The first Oxford example is from a 1533 polemic that Thomas More wrote during a theological debate with William Tyndale: “If Tyndale wold now refute myne obieccion of ye Turkes and theyr Alcharon.”

The use of “refute” to mean “deny” showed up in the 19th century. The earliest OED citation is from an 1886 satire of poor English: “Mind, i ain’t a snob; I utterly refute that idear. I don’t judge bi the koat he wares, or the joolery, or nothing of that kind.”

The dictionary’s next example is from a Canadian newspaper, the Manitoba Morning Free Press, Jan. 13, 1895: “Members wish to refute the assertions … that Hayes council ‘is on its last legs.’ Never in the history of the council was it in better shape.”

We’ve seen several possible earlier sightings, though it’s often hard to tell whether “refute” is being used in the sense of “disprove” or “deny.” As the OED notes, “In many instances it is unclear whether there is an implication of argument accompanying the assertion that something is baseless.”

In Jane Austen’s 1815 novel Emma, for example, Emma wonders why she doesn’t like Jane Fairfax:

“Mr.
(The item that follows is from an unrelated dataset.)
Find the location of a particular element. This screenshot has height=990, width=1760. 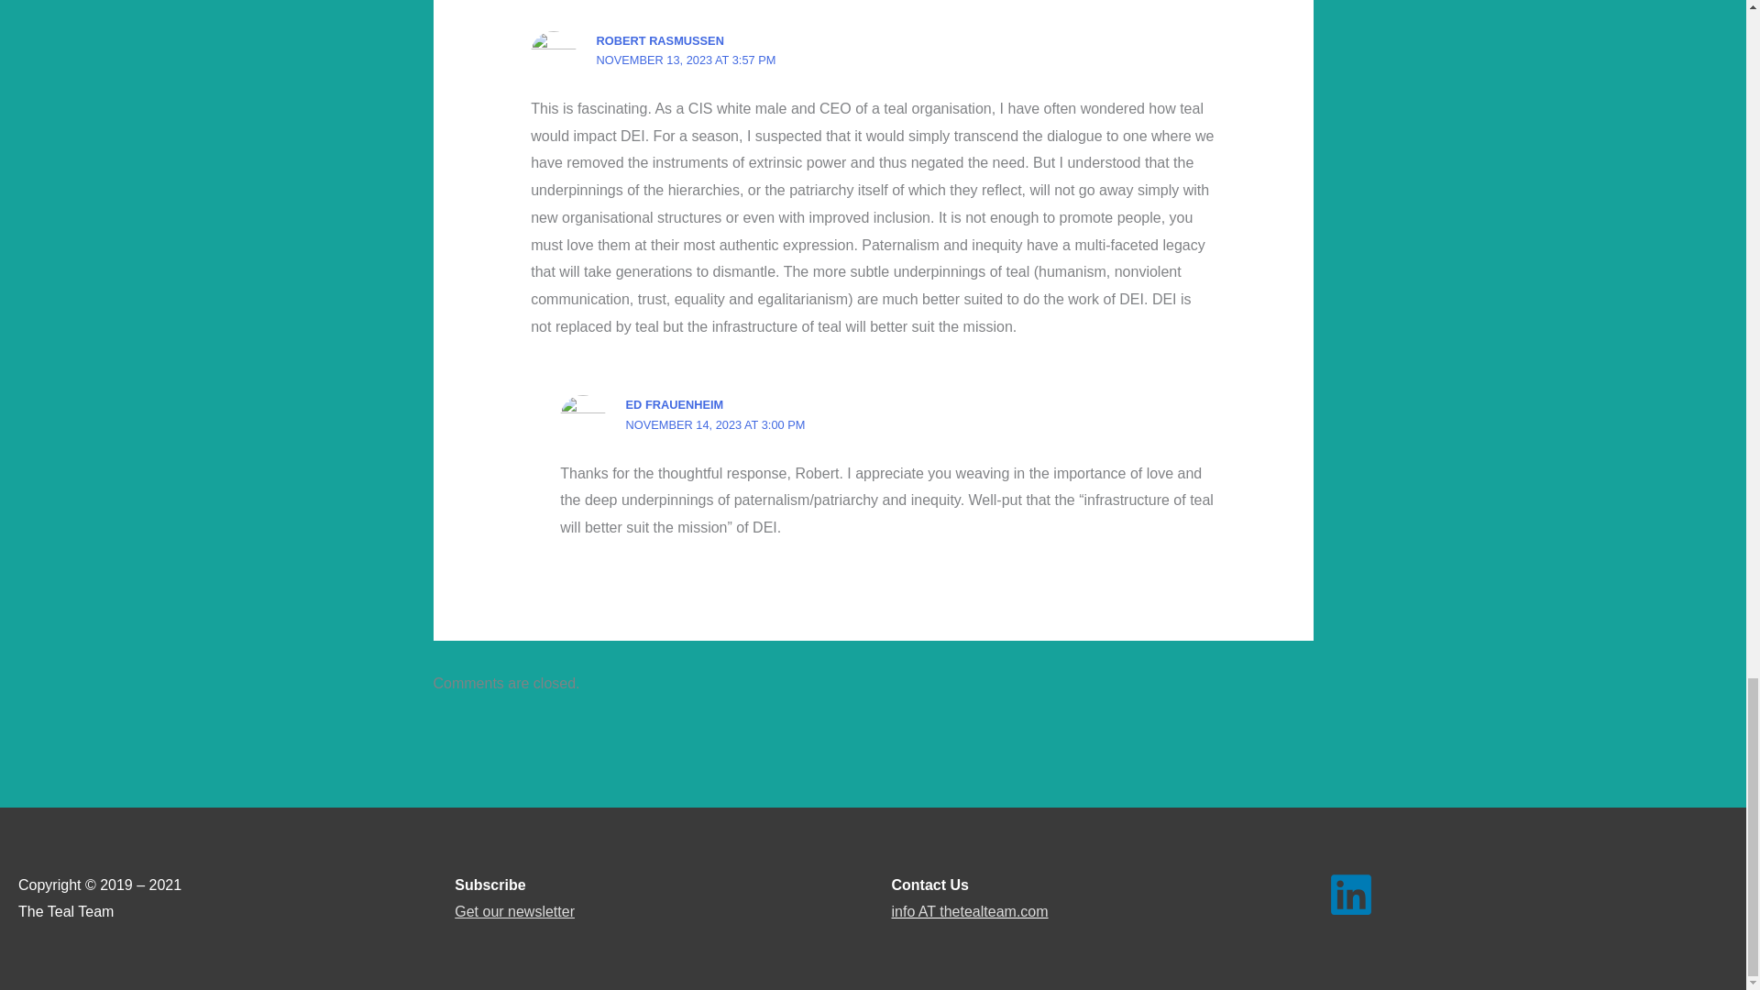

Knightley had once told her it was because she saw in her the really accomplished young woman, which she wanted to be thought herself; and though the accusation had been eagerly refuted at the time, there were moments of self-examination in which her conscience could not quite acquit her.”
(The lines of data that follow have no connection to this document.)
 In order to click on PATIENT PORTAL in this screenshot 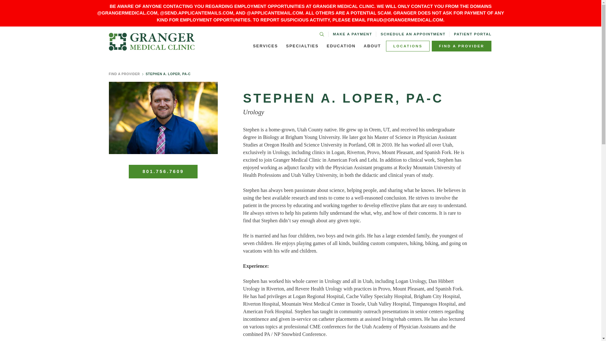, I will do `click(473, 34)`.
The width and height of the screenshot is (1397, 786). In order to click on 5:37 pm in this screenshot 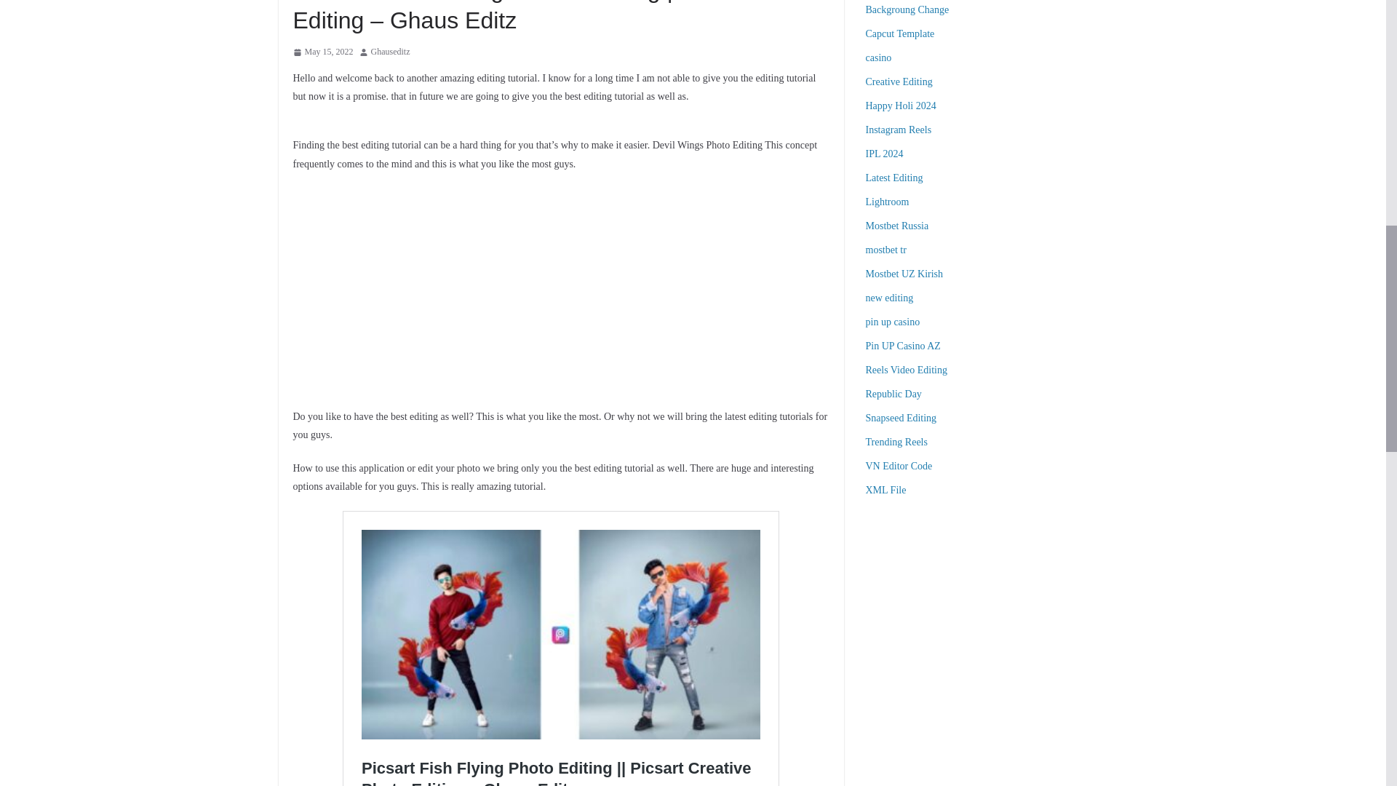, I will do `click(322, 52)`.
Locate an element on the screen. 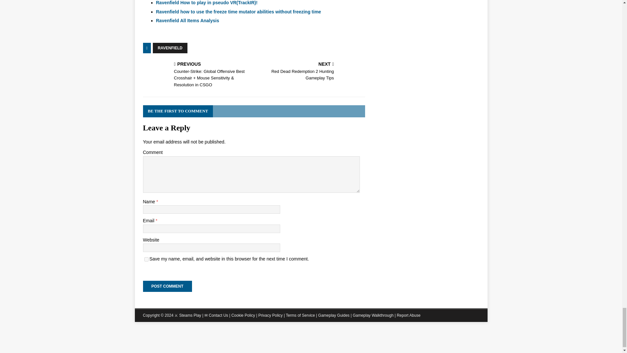 The image size is (627, 353). yes is located at coordinates (146, 259).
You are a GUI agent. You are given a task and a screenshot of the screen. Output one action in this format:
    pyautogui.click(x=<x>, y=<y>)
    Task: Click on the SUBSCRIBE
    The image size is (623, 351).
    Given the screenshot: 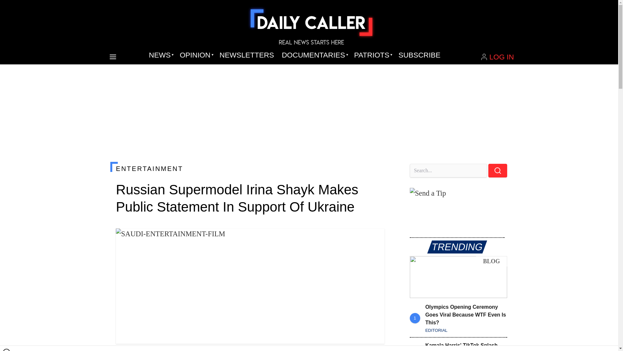 What is the action you would take?
    pyautogui.click(x=419, y=55)
    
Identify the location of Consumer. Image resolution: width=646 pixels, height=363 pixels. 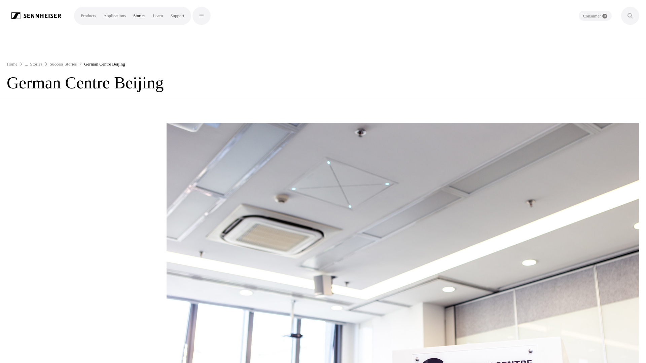
(595, 15).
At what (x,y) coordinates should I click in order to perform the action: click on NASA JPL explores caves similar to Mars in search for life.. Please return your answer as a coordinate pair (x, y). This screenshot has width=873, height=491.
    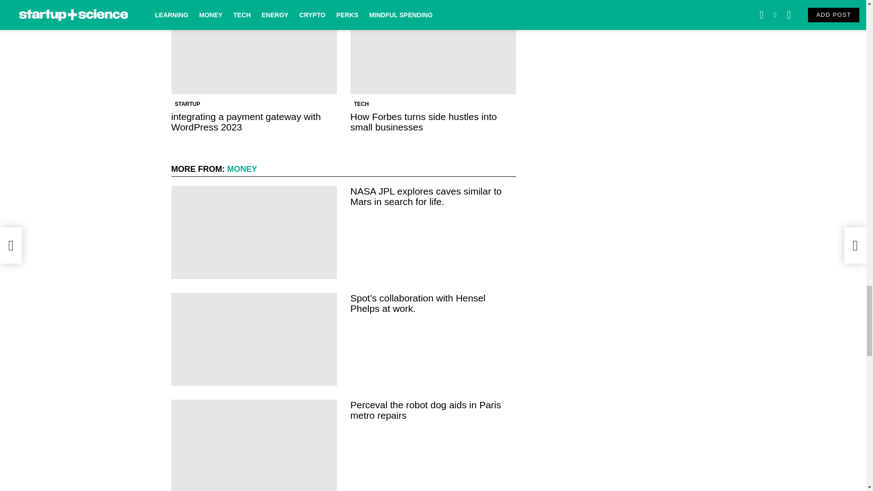
    Looking at the image, I should click on (254, 233).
And in The Warden (1855), the first of Anthony Trollope’s Barsetshire novels, Eleanor Harding is asked if she’s in love with John Bold:

“ ‘I—’ commenced Eleanor, turning sharply round to refute the charge; but the intended falsehood stuck in her throat, and never came to utterance. She could not deny her love, so she took plentifully to tears.” (The excerpt is from a conversation between Eleanor, the warden’s daughter, and Bold’s sister, Mary.)

The earliest objection to the newer usage, according to the M-W usage manual, is from Every-Day Words and Their Uses, a 1916 usage guide by Robert Palfrey Utter:

“To refute a statement, opinion, accusation, imputation, or charge, is not merely to call it in question, or deny it without proof, but to disprove it, overthrow it by argument, show it to be false.”
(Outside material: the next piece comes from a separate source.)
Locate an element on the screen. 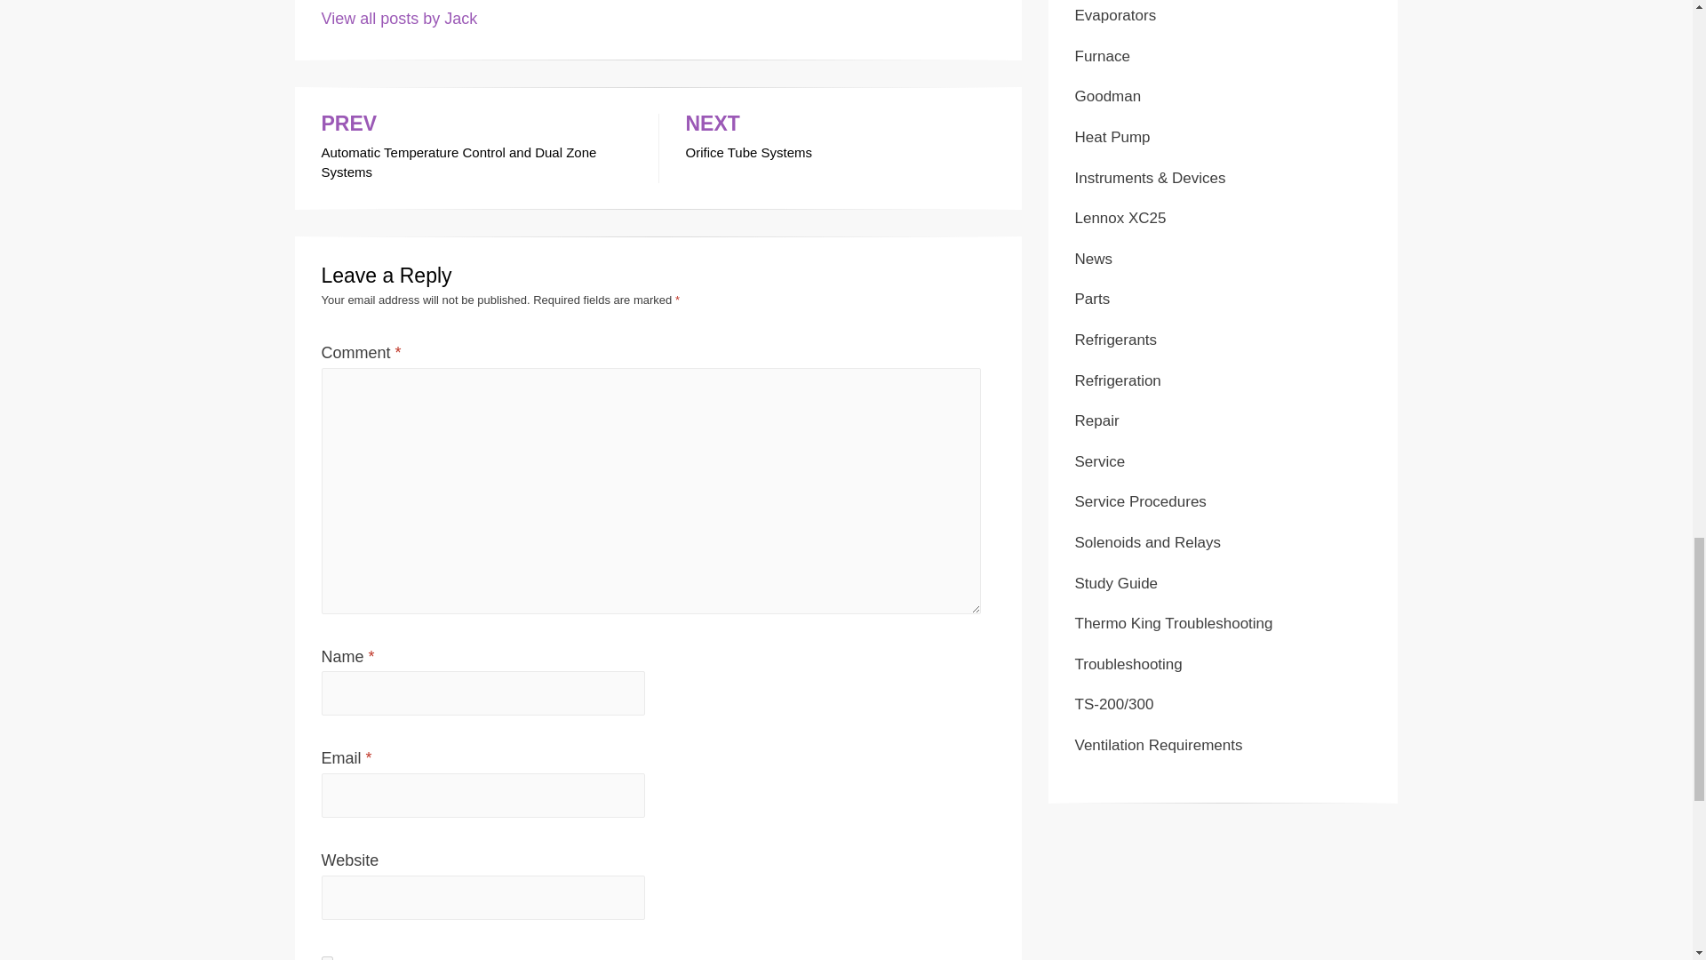 The image size is (1706, 960). View all posts by Jack is located at coordinates (1113, 137).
Henry Fowler doesn’t mention “refute” in A Dictionary of Modern English Usage (1926), which suggests that the new sense was uncommon at the time. But Sir Ernest Gowers, editor of the 1965 second edition of Fowler’s guide, says one refutes something “only by producing the evidence.” Without evidence, one “could only deny it.”

In the 1996 third edition, R. W. Burchfield writes, “I have an uneasy feeling that the new sense will begin to sound normal in the 21 c.—but not yet.”

And in the 2015 fourth edition, Jeremy Butterfield says that “it will sound normal to those who normally use it in this way, and aberrant to those who do not.” We assume it sounds aberrant to him. But the century is still young.

Help support the Grammarphobia Blog with your donation.
And check out our books about the English language.